A 2015 home game of the Toledo Mud Hens (Wikimedia Commons/David Wilson)

A 2015 home game of the Toledo Mud Hens (Wikimedia Commons/David Wilson)

Lore, anecdotes and history spice the pages of Ballpark Vacations, as when Peggy and Bruce rolled into Toledo, Ohio, and learned how the hometown nine came to be called the Mud Hens: It's "a bird with short wings and long legs that inhabits swamps and marshes. In 1896, the Toledo baseball team played at Bay View Park and there were plenty of mud hens in the marshland outside the ball park."

For a bit of inside-baseball talk, let it be noted that Olympian Jim Thorpe played for the Hens and in a 1923 game hit three home runs. And this: The team's manager from 1926 to 1931 was Casey Stengel, on his way up to dugout glory with the New York Yankees.

Soon enough in their travels, the family discovered that while three major league teams are named after birds — the Cardinals, Orioles and Blue Jays — it is in the minor leagues where the largest aviary of free-ranging fowl are, among them the Sioux Falls Canaries, Lancaster JetHawks, Memphis Chicks, Port City Roosters, Phoenix Firebirds, Ogden Raptors, New Haven Ravens, Rio Grande Valley WhiteWings, Fargo-Moorhead RedHawks and Delmarva Shorebirds.

They found canines and felines: the Portland Sea Dogs, Charleston RiverDogs, Hardware City Rock Cats, Michigan Battle Cats, Carolina Mudcats, Lynchburg Hillcats and Charleston Alley Cats. Plus some exotics: Savannah Sand Gnats, Winston-Salem Warthogs and Piedmont Boll Weevils. 

The minor leagues can be the sweatshops of professional baseball: low pay, long-bus-ride boredom, junk food at a McDonald's, and a Motel 6 or Econo Lodge for sleep. But as Wilfrid Sheed wrote in Baseball and Lesser Sports of those lucky enough to make it to the minors: "Blessed are those who follow [their dream] all the way. Or even part of the way. A guy who's played one game in the pros is like a former state senator, a big man in most neighborhoods, and any saloon, as long as he lives.

So how did Peggy and Bruce cope with the inevitable "Hey, how long before we get there" whines from the backseat twosome?
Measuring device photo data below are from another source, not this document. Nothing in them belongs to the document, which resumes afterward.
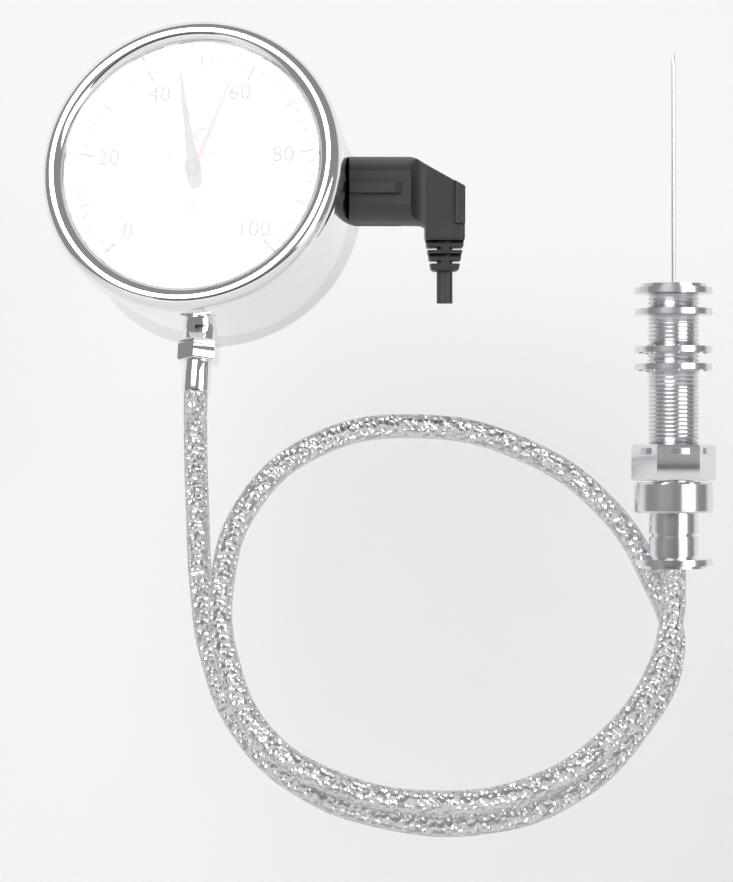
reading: 46 °C
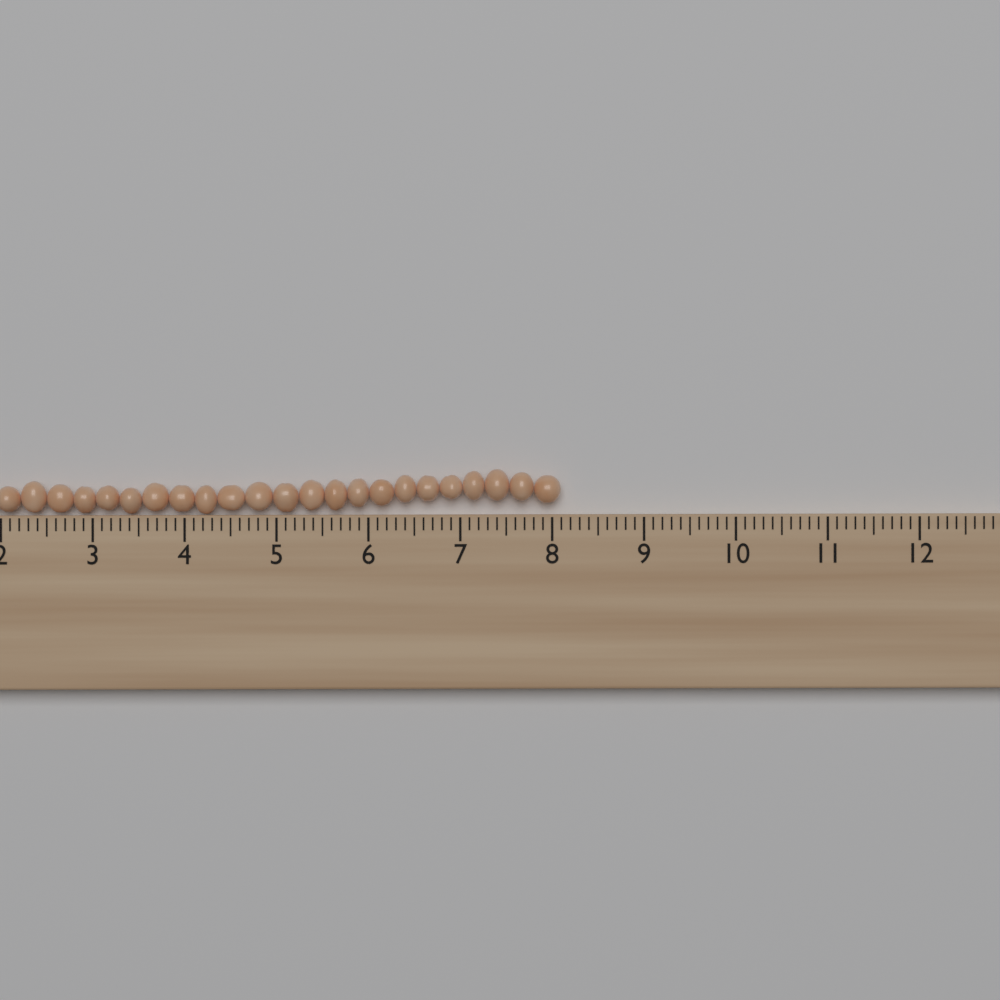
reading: 8.1 cm
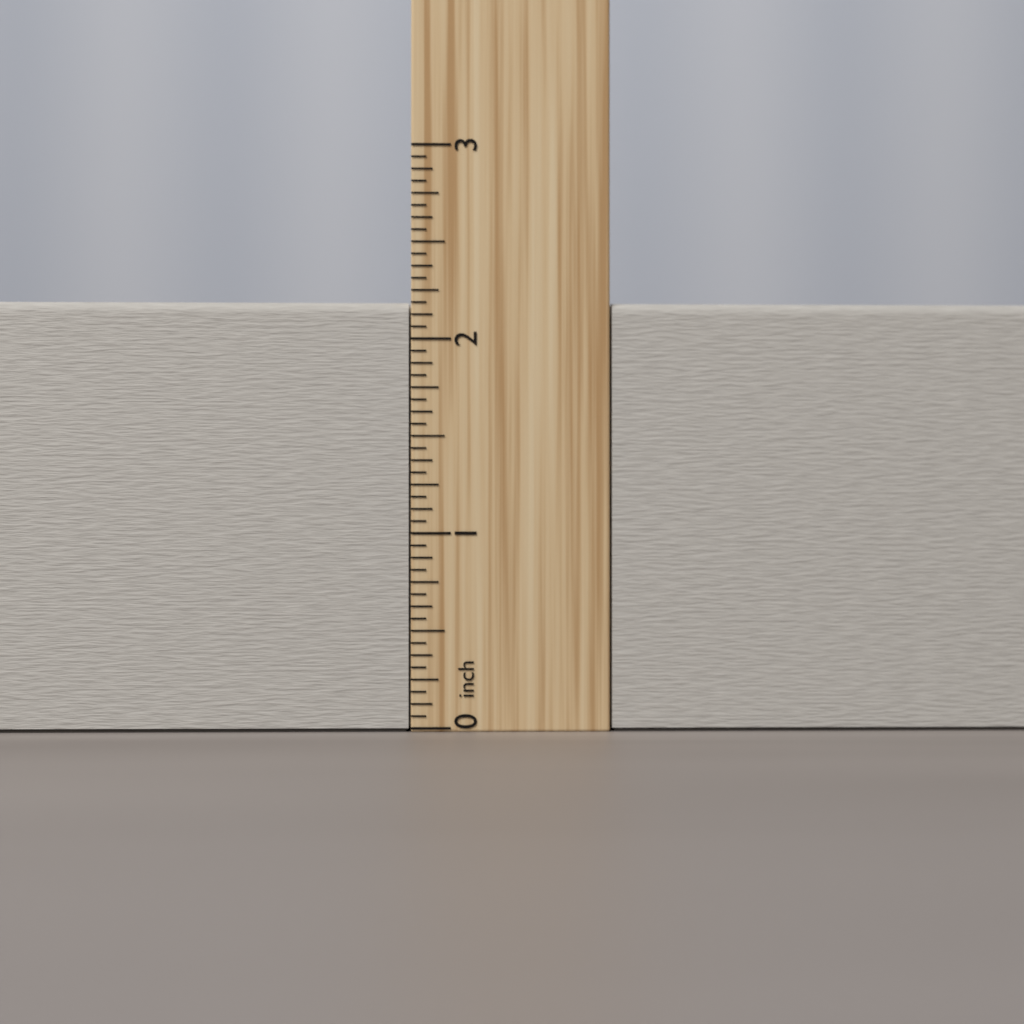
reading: 2.1875 inch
They report: "A mechanical lifesaver for long trips was the 9-inch combination TV/VCR that a neighbor lent us. It plugs into the cigarette lighter and we lashed it with a bungee cord on top of the driver and passenger armrests. ... The children never watched the TV but the VCR worked miracles in reducing the snipping and complaints during the six-hour drives."
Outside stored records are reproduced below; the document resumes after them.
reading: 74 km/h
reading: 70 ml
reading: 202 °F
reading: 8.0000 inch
The favorite tapes included "A League of Their Own," "Angels in the Outfield" and "The Pride of the Yankees."

The same miasmic week in late July that vulgarities, firings and unraked muck were sinking the White House to new lows, the Washington Nationals were soaring to new highs: a spree of eight home runs in one game, with the score 15-2.

If you come to the nation's capital this summer, and there's still time, skip the White House tour and head for the stadium. Much better for your spirits.